23. On Adityanath’s political and criminal background, see Bouillier (Citation2020).

25. Other names included ‘Ganga-Darshan Pathway’, ‘Baba Darbar’ and ‘Corridor’.

29. A first report about the attitudes of the residents appeared in: ‘A blatant attempt to erase the history of Kashi in the name of development beautification’, Sanmarg [paper edition] 6 February 2018, p. 3.

32. On the Kashikhanda and its contemporary uses, see Gengnagel 2005 and Reference removed for peer-review.

36. ‘Drone survey to protect the existence of the temple’, Sanmarg [paper edition], 18 February 2018, p. 3.

38. ‘The Mughals demolished temples, now the government is doing it’, Amar Ujala [paper edition], 4 April 2018, p. 5; ‘Nobody becomes Hindu by wearing saffron’, Amar Ujala [paper edition], 5 April 2018, p. 6; ‘The pilgrimage to save Kashi and temples began from Assi sangam’, Amar Ujala [paper edition], 17 May 2018, p. 9.

39. ‘Clash between giants at DBSS meeting’, Amar Ujala [paper edition], 19 April 2018, p. 6; and ‘The giants came to save heritage and sat fighting’, Jagran [paper edition], 19 April 2018.

40. My emphasis.
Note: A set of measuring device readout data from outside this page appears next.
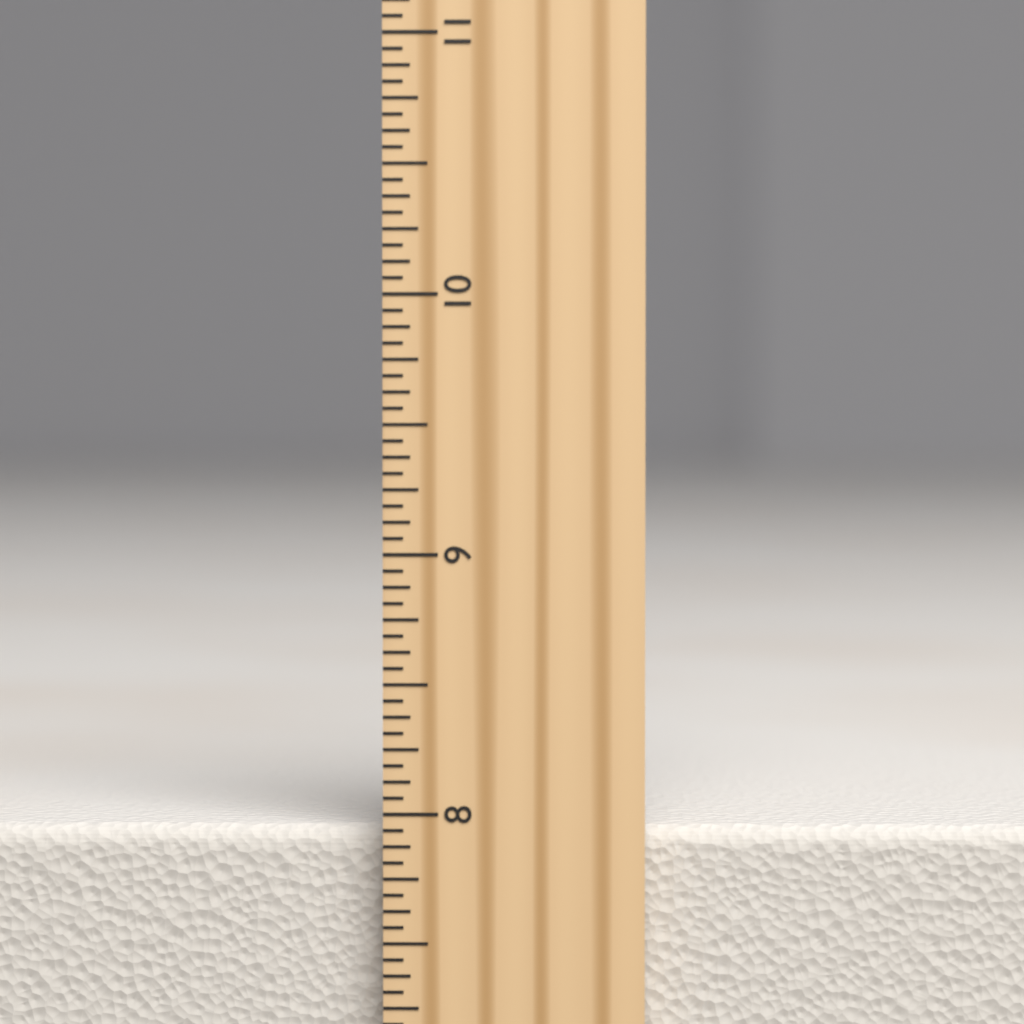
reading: 7.9375 inch
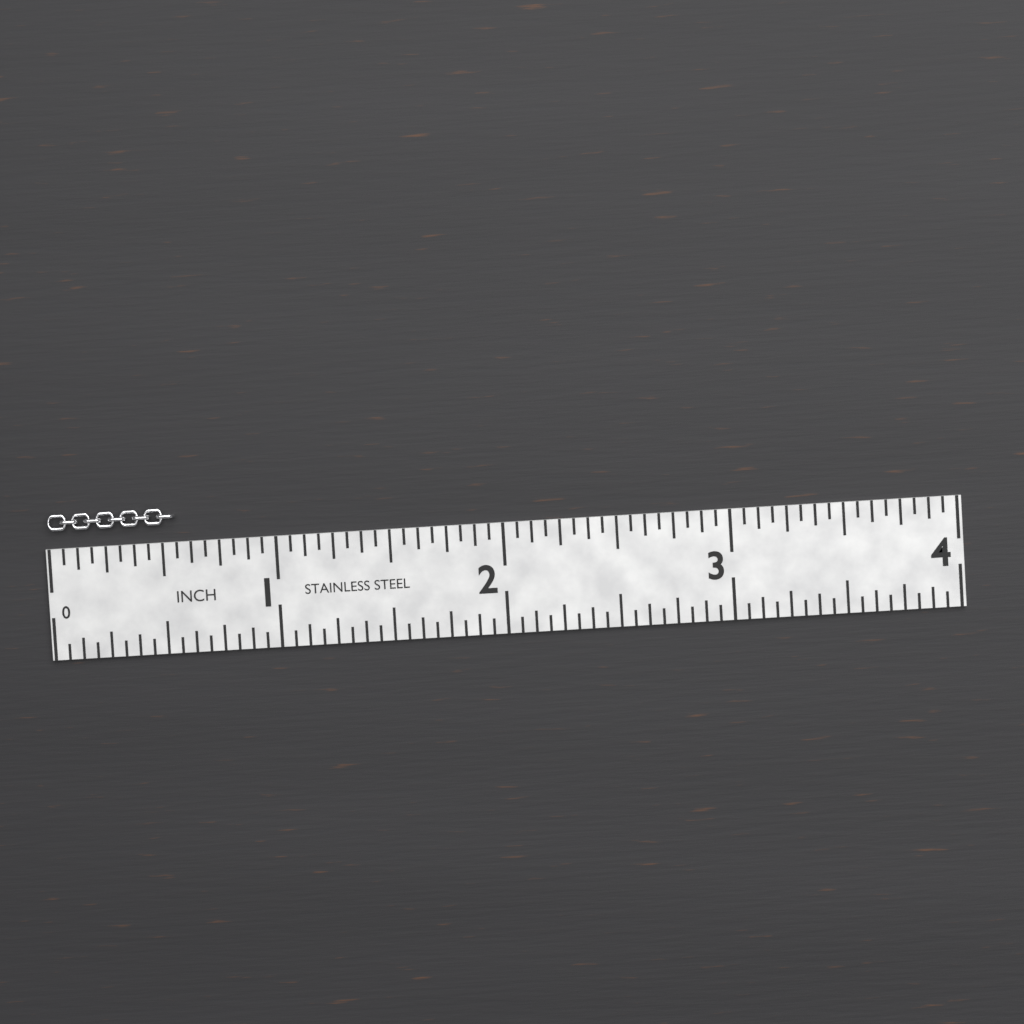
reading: 0.5625 in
The Act can be accessed here: https://www.indiacode.nic.in/bitstream/123456789/12271/1/31of2018.pdf, last accessed, 5 March 2020.
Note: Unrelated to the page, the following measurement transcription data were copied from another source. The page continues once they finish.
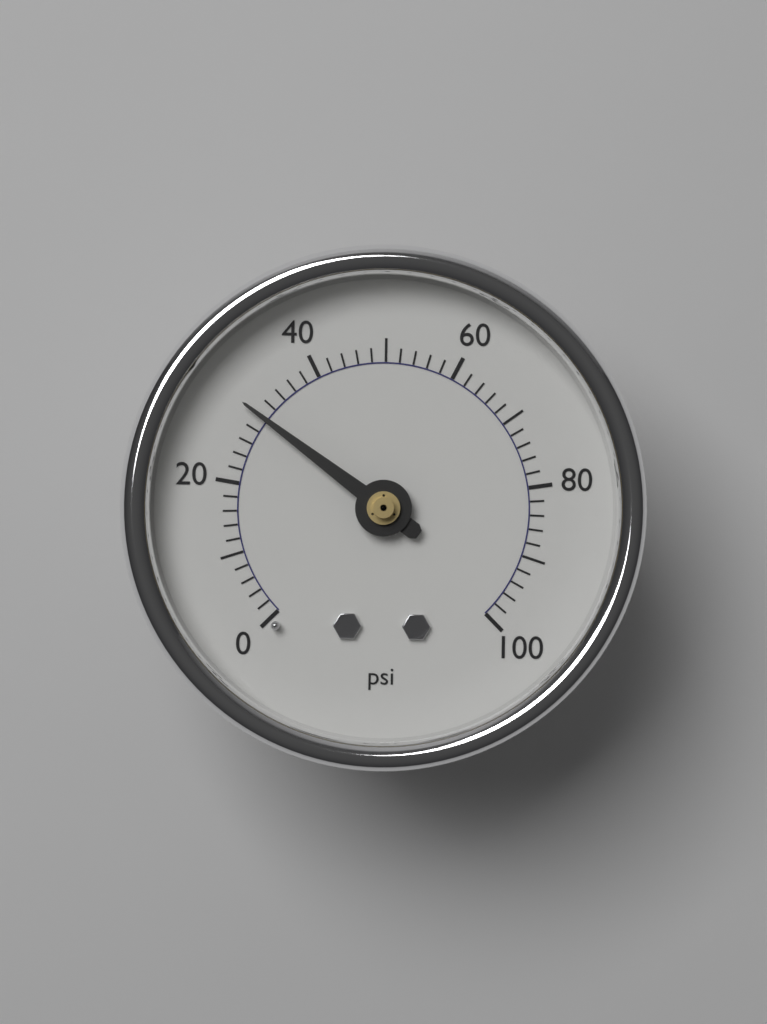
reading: 30 psi
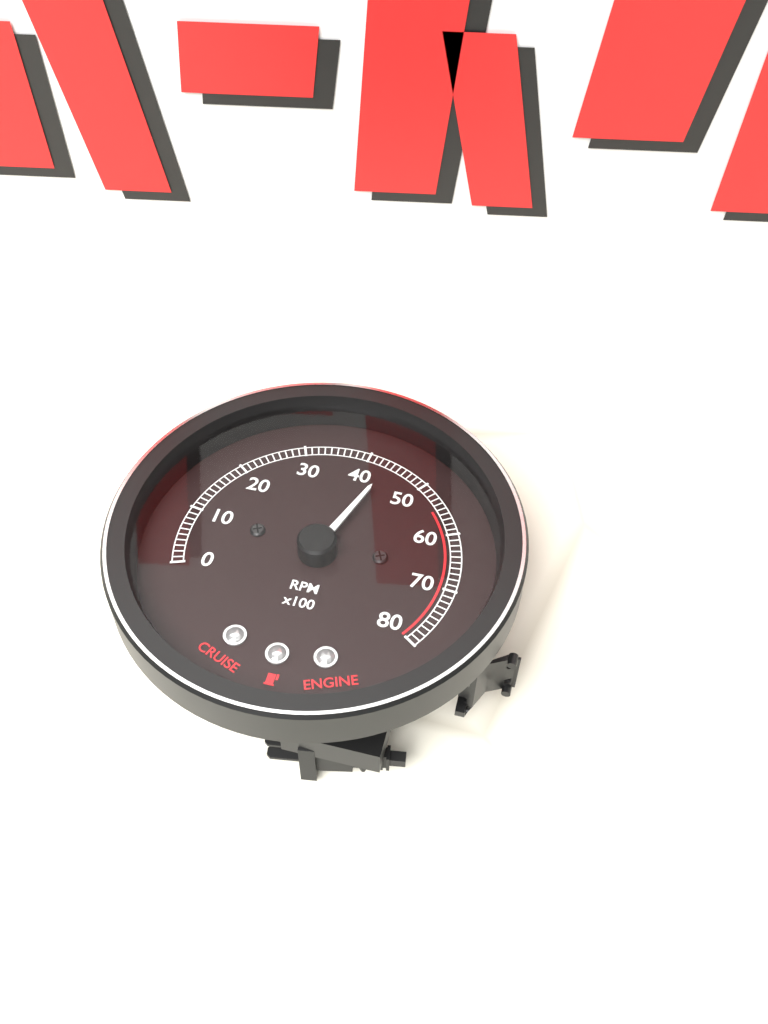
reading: 4400 RPM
41. ‘The name could be Vishvanath Heritage Zone’, Amar Ujala [paper edition], 6 March 2019, p. 2.

42. For example, [https://timesofindia.indiatimes.com/india/lost-and-found-varanasi-temple-route-gets-longer/articleshow/ 66,836,682.cms], accessed 9 March 2021; ‘Temple built during Gupta period uncovered’, ‘The culture of Banaras will be visible in the Corridor’ and ‘All deities reverted in one place’, Hindustan [paper edition] 1 December 2018, p. 6; ‘New Shiv ling found in Lahori Tola’, Hindustan [paper edition], 2 December 2018, p. 3.

43. ‘Temples found are not older than Vishvanath’, Amar Ujala [paper edition] 3 December 2018, p. 2. ‘Naming of temples arbitrary’, Amar Ujala [paper edition] 3 February 2019, p. 2.

44. For example, ‘Arrange for worship at the emerged temples in the Corridor’, Amar Ujala [paper edition] 9 February 2019, p. 2; ‘Ancient images of Radha–Krishna found locked inside house, Amar Ujala [paper edition] 16 February 2019; ‘Kashi’s grandeur will increase from the Corridor’, Amar Ujala [paper edition] 6 March 2019, p. 2. See also: https://www.hindustantimes.com/india-news/soon-a-virtual-tour-of-60-ancient-kashi-temples-hidden-for-a-long-time/story-HM6xs4DR6LFhadLB7VIFvM.html; and https://www.organiser.org/Encyc/2020/7/29/Revival-of-the-Lost-Glory-.html, accessed 5 March 2021.

Additional information

Funding

The research for this article was funded by the Research Council of Norway [Grant no. 231569] and the Heidelberg University’s Flagship Initiative ‘Transforming Cultural Heritage’ [HeiConnect funding 2020].

Notes on contributors

Vera Lazzaretti

Vera Lazzaretti is a DAAD PRIME fellow and researcher at the South Asia Institute at Heidelberg University, currently working on alignments and collusions of heritage and security in urban South Asia. She previously spent a period at the University of Oslo as a member of the Indian Cosmopolitan Alternatives project funded by the Research Council of Norway and before that she was teaching assistant and post-doctoral fellow at the University of Milan. Her research interests include the anthropology of space and place, religion and politics in South Asia, contested heritage, securitisation and policing, inter-religious violence, religious offence, urban everyday life, religious landscapes, Hindu nationalism, ethnography and South Asian cartography.